To avoid The Knowledge requires running from it. You can't get farther away than the inland Pacific Northwest, far away from all the pro outposts. It's a state of blue fields and fake underdogs and the Collegiate Version. This is a place to find safety for a while.

To break through to Wednesday is an accomplishment, to be sure; but a new challenge awaits. The Knowledge is no longer front page news, but the weekly magazines are out now -- Sports Illustrated, USA Today Sports Weekly. They will offer their readers big-picture feature stories about what it all means, flashy collectible color covers, and over-the-top lionization of the winning team and quarterback.

But driving down a chalkboard road through a quilt of hills and mountains, I know I'm in a place where none of that matters. Out here in the old stagecoach towns of eastern Washington State, ringed by ag stores and small farms, subsistence off the land is far more interesting. It's an hour's drive to the nearest Wal-Mart if you want that sort of thing.

I'm headed to the University of Idaho in Moscow, one of the twin college towns that straddles the state border. Moscow is a place where half the residents are students, and all the signs are in Helvetica. Moscow reminds me much more of where I went to school -- Eugene, Oregon -- than any Napoleon Dynamite kind of town. It's not really Idaho, it's Northwest through and through... right down to the Les Schwab tire stores.

I have a game tonight at Idaho. Because of the trail of hints that I've left, I figure that anybody trying to figure that out already has.



I order a "last meal" of veggie tacos and horchata at San Miguel's restaurant in downtown Moscow, and prepare for my ultimate fate.
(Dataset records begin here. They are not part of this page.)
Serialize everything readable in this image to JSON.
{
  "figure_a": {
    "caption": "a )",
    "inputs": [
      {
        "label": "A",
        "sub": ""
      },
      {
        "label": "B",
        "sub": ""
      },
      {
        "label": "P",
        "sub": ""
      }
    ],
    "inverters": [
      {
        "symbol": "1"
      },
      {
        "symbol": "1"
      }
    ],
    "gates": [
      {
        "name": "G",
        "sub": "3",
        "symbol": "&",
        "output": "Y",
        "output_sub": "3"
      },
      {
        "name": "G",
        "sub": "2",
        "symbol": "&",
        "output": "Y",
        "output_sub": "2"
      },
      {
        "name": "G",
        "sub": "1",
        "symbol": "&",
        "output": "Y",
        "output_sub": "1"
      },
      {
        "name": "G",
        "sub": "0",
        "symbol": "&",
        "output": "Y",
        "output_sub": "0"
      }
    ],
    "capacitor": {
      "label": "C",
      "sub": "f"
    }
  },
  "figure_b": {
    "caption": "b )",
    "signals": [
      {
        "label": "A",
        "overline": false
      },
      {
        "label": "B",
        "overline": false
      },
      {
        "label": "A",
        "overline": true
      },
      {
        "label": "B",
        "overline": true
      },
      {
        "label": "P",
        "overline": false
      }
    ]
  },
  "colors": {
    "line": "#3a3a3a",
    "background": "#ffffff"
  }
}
But the people at Idaho are very polite about it. I'm seated on press row next to Travis Mason-Bushman of Vandal Nation, and he's running a live chat during the game. I'm tweeting through the web interface, my browser window at the very bottom of the screen to cut off the incoming, endless stream of real-time information.

"People were typing, 'tell him, tell him,'" Travis says after Idaho's furious yet failed attempt to complete a comeback against their southerly WAC rivals from Nevada. "I just couldn't bring myself to do it."
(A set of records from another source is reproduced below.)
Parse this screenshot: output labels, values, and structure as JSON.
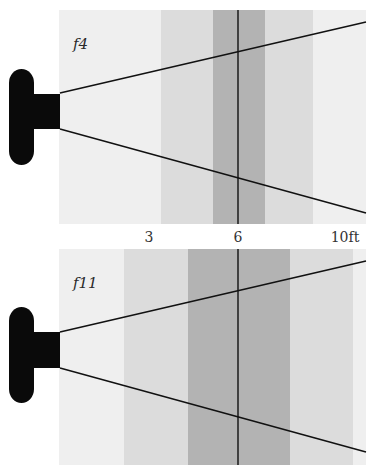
{
  "colors": {
    "background_field": "#efefef",
    "zone_light": "#dcdcdc",
    "zone_dark": "#b3b3b3",
    "camera": "#0a0a0a",
    "lines": "#111111",
    "label_text": "#333333"
  },
  "axis": {
    "ticks": [
      {
        "label": "3",
        "x": 149
      },
      {
        "label": "6",
        "x": 238
      },
      {
        "label": "10ft",
        "x": 345
      }
    ],
    "unit": "ft"
  },
  "panels": [
    {
      "id": "f4",
      "aperture_label": "f4",
      "focus_distance_ft": 6,
      "frame": {
        "x": 59,
        "y": 10,
        "w": 307,
        "h": 214
      },
      "acceptable_zone": {
        "x1": 161,
        "x2": 313
      },
      "sharp_zone": {
        "x1": 213,
        "x2": 265
      },
      "focus_line_x": 238,
      "cone_upper": {
        "x1": 60,
        "y1": 93,
        "x2": 366,
        "y2": 22
      },
      "cone_lower": {
        "x1": 60,
        "y1": 129,
        "x2": 366,
        "y2": 213
      },
      "camera": {
        "body": {
          "x": 9,
          "y": 69,
          "w": 25,
          "h": 96
        },
        "lens": {
          "x": 33,
          "y": 94,
          "w": 27,
          "h": 35
        }
      },
      "label_pos": {
        "x": 73,
        "y": 49
      }
    },
    {
      "id": "f11",
      "aperture_label": "f11",
      "focus_distance_ft": 6,
      "frame": {
        "x": 59,
        "y": 249,
        "w": 307,
        "h": 216
      },
      "acceptable_zone": {
        "x1": 124,
        "x2": 353
      },
      "sharp_zone": {
        "x1": 188,
        "x2": 290
      },
      "focus_line_x": 238,
      "cone_upper": {
        "x1": 60,
        "y1": 332,
        "x2": 366,
        "y2": 261
      },
      "cone_lower": {
        "x1": 60,
        "y1": 368,
        "x2": 366,
        "y2": 452
      },
      "camera": {
        "body": {
          "x": 9,
          "y": 307,
          "w": 25,
          "h": 96
        },
        "lens": {
          "x": 33,
          "y": 332,
          "w": 27,
          "h": 36
        }
      },
      "label_pos": {
        "x": 73,
        "y": 288
      }
    }
  ]
}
Afterwards, Travis and I have a coffee in a late-night shop in downtown Moscow, where they're playing all of the post-OK Computer Radiohead albums on shuffle, very loudly.

"They're not even talking about it on TV anymore," he explains over the din at 2 a.m. Pacific time. "They're on to spring training, pitchers and catchers reporting. They're even talking about the NFL Draft. In the 24-hour news cycle, the Super Bowl is yesterday's news. Everybody's moved on, it's crazy how disposable everything is."

---


Thursday



Seventy-seven hours and counting. I have another game tonight. It should be obvious where it is, what it is, and why. If my streak survives that, I still have to face my public eventually. There's a Chat Block every Friday at 2 p.m. Eastern (11 a.m. Pacific), and I can't expect everybody to be as yielding and gracious as the nice people at Idaho. Every game ends, and each performance is defined by its outer boundaries.
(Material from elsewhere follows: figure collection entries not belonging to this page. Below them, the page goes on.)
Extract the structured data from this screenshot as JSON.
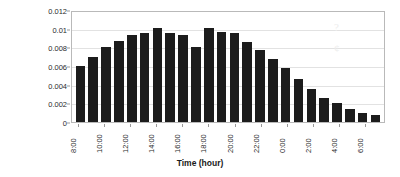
{
  "chart_data": {
    "type": "bar",
    "title": "",
    "subtitle": "",
    "xlabel": "Time (hour)",
    "ylabel": "User Association Rate",
    "categories": [
      "8:00",
      "9:00",
      "10:00",
      "11:00",
      "12:00",
      "13:00",
      "14:00",
      "15:00",
      "16:00",
      "17:00",
      "18:00",
      "19:00",
      "20:00",
      "21:00",
      "22:00",
      "23:00",
      "0:00",
      "1:00",
      "2:00",
      "3:00",
      "4:00",
      "5:00",
      "6:00",
      "7:00"
    ],
    "values": [
      0.006,
      0.007,
      0.008,
      0.0087,
      0.0093,
      0.0095,
      0.0101,
      0.0095,
      0.0093,
      0.008,
      0.0101,
      0.0096,
      0.0095,
      0.0086,
      0.0077,
      0.0068,
      0.0058,
      0.0046,
      0.0035,
      0.0026,
      0.002,
      0.0014,
      0.001,
      0.0007
    ],
    "values_display": [
      0.006,
      0.007,
      0.008,
      0.0087,
      0.0093,
      0.0095,
      0.0101,
      0.0095,
      0.0093,
      0.008,
      0.0101,
      0.0096,
      0.0095,
      0.0086,
      0.0077,
      0.0068,
      0.0058,
      0.0046,
      0.0035,
      0.0026,
      0.002,
      0.0014,
      0.001,
      0.0007
    ],
    "ylim": [
      0,
      0.012
    ],
    "yticks": [
      0,
      0.002,
      0.004,
      0.006,
      0.008,
      0.01,
      0.012
    ],
    "ytick_labels": [
      "0",
      "0.002",
      "0.004",
      "0.006",
      "0.008",
      "0.01",
      "0.012"
    ],
    "xtick_labels": [
      "8:00",
      "10:00",
      "12:00",
      "14:00",
      "16:00",
      "18:00",
      "20:00",
      "22:00",
      "0:00",
      "2:00",
      "4:00",
      "6:00"
    ],
    "xtick_indices": [
      0,
      2,
      4,
      6,
      8,
      10,
      12,
      14,
      16,
      18,
      20,
      22
    ],
    "grid": true,
    "grid_axis": "y",
    "legend": false,
    "legend_position": "none",
    "bar_color": "#1c1c1c",
    "plot_border_color": "#b9b9b9",
    "gridline_color": "#e2e2e2",
    "background_color": "#ffffff",
    "annotations": [
      {
        "name": "scan-smudge",
        "text": "?",
        "x_pct": 84,
        "y_pct": 8
      },
      {
        "name": "scan-smudge",
        "text": "¢",
        "x_pct": 84,
        "y_pct": 27
      }
    ]
  }
}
It'll be good to get back to the real world, I guess. I wonder what people have been putting in my e-mail and text box and The Form™, what's been posted on Twitter or the Bally Club. I'm sure some people have opinions about The Robot, and I'm sure I'll soon find out what they are.

I've been told that my game is stupid, ridiculous and pointless. But isn't that the very definition of a game? Isn't that why we play? To leave the mundane world of unmeasured progress behind for a while, to enter an arena with a scoreboard and a time clock, where every move matters... to compete against minutes and hours, an opponent, oneself? The true madness is not to play at all.

"Last Man" is over at 4 days, 2 hours, 49 minutes. The news was delivered Thursday night by West Coast Conference commissioner Jamie Zaninovich at the Saint Mary's-Gonzaga game.